Born in a converted Travelers Rest tire shop — handcrafted pizzas and homemade ice cream. Split a pie and cones for a post-ride feast; closed Sundays.

🗺️ Map
🎖️ 2. The Revolution Loop: Cowpens & Kings Mountain

Cowpens is 20 minutes up Highway 11; Kings Mountain about 40 minutes east. Two of the Revolution’s pivotal Southern battlefields — where the war’s momentum genuinely turned in 1780–81 — and both are National Park Service sites with free admission. Walk the fields, do the visitor centers, and grab the mandatory photo of the Peachoid (Gaffney’s million-gallon peach-butt water tower) on the drive between them. Lunch is non-negotiable:

🍔 Since 1932

Harold’s Restaurant (Gaffney)

A Gaffney institution since 1932 and a Diners, Drive-Ins and Dives alum — the famous chili cheeseburger runs on a recipe that hasn’t changed in living memory, with pinto beans and sweet tea on the side. Cheap, historic and directly on your loop. Closed Sundays.

🗺️ Map
🚂 3. Saluda & Tryon, North Carolina

About 40 minutes up Highway 176 into the mountains.
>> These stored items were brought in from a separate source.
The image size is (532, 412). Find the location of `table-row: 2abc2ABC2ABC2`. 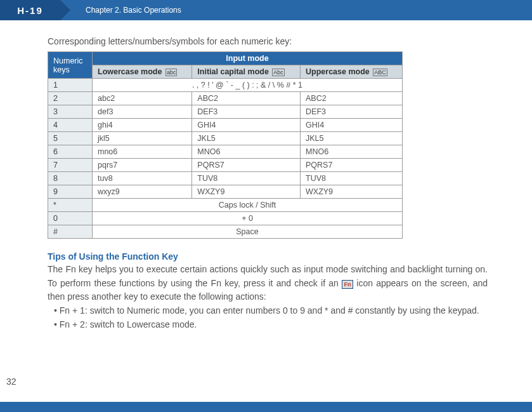

table-row: 2abc2ABC2ABC2 is located at coordinates (226, 99).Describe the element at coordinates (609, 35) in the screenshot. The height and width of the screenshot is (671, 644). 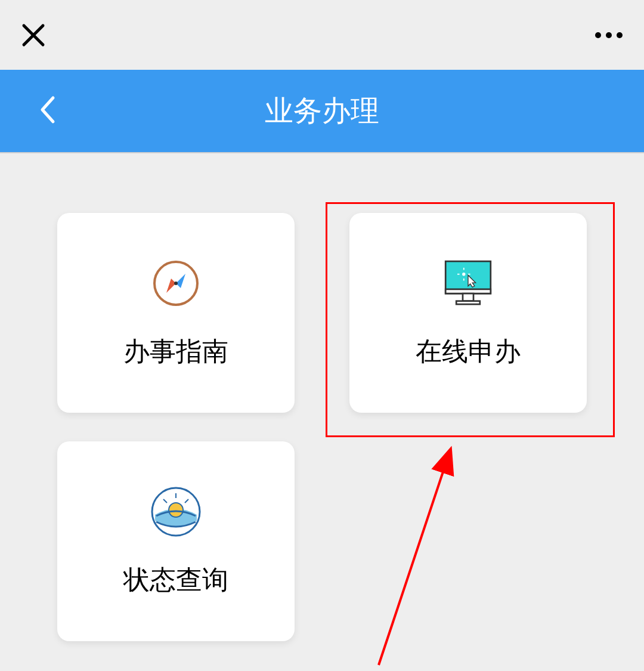
I see `more-icon` at that location.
Saluda sits at the top of the Saluda Grade — famously the steepest mainline railroad grade in the country back when the trains still ran — and its two-block main street of storefronts feels frozen in the best way. Pair it with artsy little Tryon just below, and add Pearson’s Falls if you plan ahead: the 90-foot waterfall’s glen reopened in late June 2026, runs $10 a person, and requires booking your visit online first.

🍖 Since 1984

Green River BBQ (Saluda)

Saluda’s smokehouse since 1984 — in-house smoked pork and a rotating board of seasonal vegetables, at mountain-town prices that predate the tourists. Tue–Sat 11am–8pm.

🗺️ Map
🏞️ 4. Lake Lure & Chimney Rock — the Comeback Drive

About an hour up Highway 9. This one’s special right now. Hurricane Helene tore this valley apart in September 2024 — the park closed, the lake was drained for debris removal, and a 2.5-mile stretch of the highway simply washed away. The comeback is real and recent: Chimney Rock State Park reopened in June 2025, the rebuilt US-64/74A reopened in March 2026 (expect some one-lane sections), and Lake Lure itself — where they filmed the lake scenes in Dirty Dancing — refilled and reopened in May 2026. The granite-tower climb at Chimney Rock is ticketed, so check current prices and hours before you go. This is the pack-a-picnic leg:

🧺 Bring your own

Load Up in Spartanburg First

Dining options in the valley are still rebuilding, so stock the cooler before you leave: Little Pigs BBQ sandwiches (about $13 for two plus a side) or Wade’s Jr. plates to go both travel well to a lakeside overlook. Then leave a few dollars in the village shops — they’ve earned it twice over.

🍜 Spartanburg eats →
🍎 5. Hendersonville & Apple Country

About 45 minutes up I-26. Henderson County grows most of North Carolina’s apples, and from early August through fall the orchards open for u-pick, cider and doughnuts — with Hendersonville’s wide, walkable Main Street as the year-round anchor. The cheap-eats lineup here is old-school in the best way:

🌭 Local institution

Hot Dog World

Hendersonville’s beloved hot-dog counter for more than 35 years — griddled dogs, burgers and Greek-diner sides at prices that let the whole car eat cheap. Mon–Sat.

🗺️ Map
🍩 Seasonal

Sky Top Orchard (Flat Rock)

A mountain-top u-pick orchard since 1967, with the Upstate’s most famous apple cider doughnuts, fried warm on weekends in season. Picking starts in early August; the farm stand runs into late November.

🗺️ Map
🥐 Since 1930

McFarlan Bakery

A from-scratch Main Street bakery since 1930 — doughnuts, cookies and pastries for pocket change, perfect for the walk down Main. Tue–Sat.

🗺️ Map

⚠️ Mountain reality check: Parts of western North Carolina are still finishing Hurricane Helene repairs — US-64/74A into Chimney Rock has one-lane sections, and spots like Pearson’s Falls now require advance booking. Check current road and park status before you drive, and remember that the money you spend up there is the recovery.

🚗 The Bottom Line

You don’t need Asheville prices to get a mountain day out of Spartanburg. Every one of these trips pairs a great drive with a cheap bite — a trailside sandwich, a 1932 chili burger, mountain-town barbecue, a lakeside picnic, warm cider doughnuts. Fill up in the Hub City, pick a highway, and go.

Planning a Spartanburg Trip?

Cheap eats, date ideas, kids-eat-free nights and $5 pro baseball — all under $20.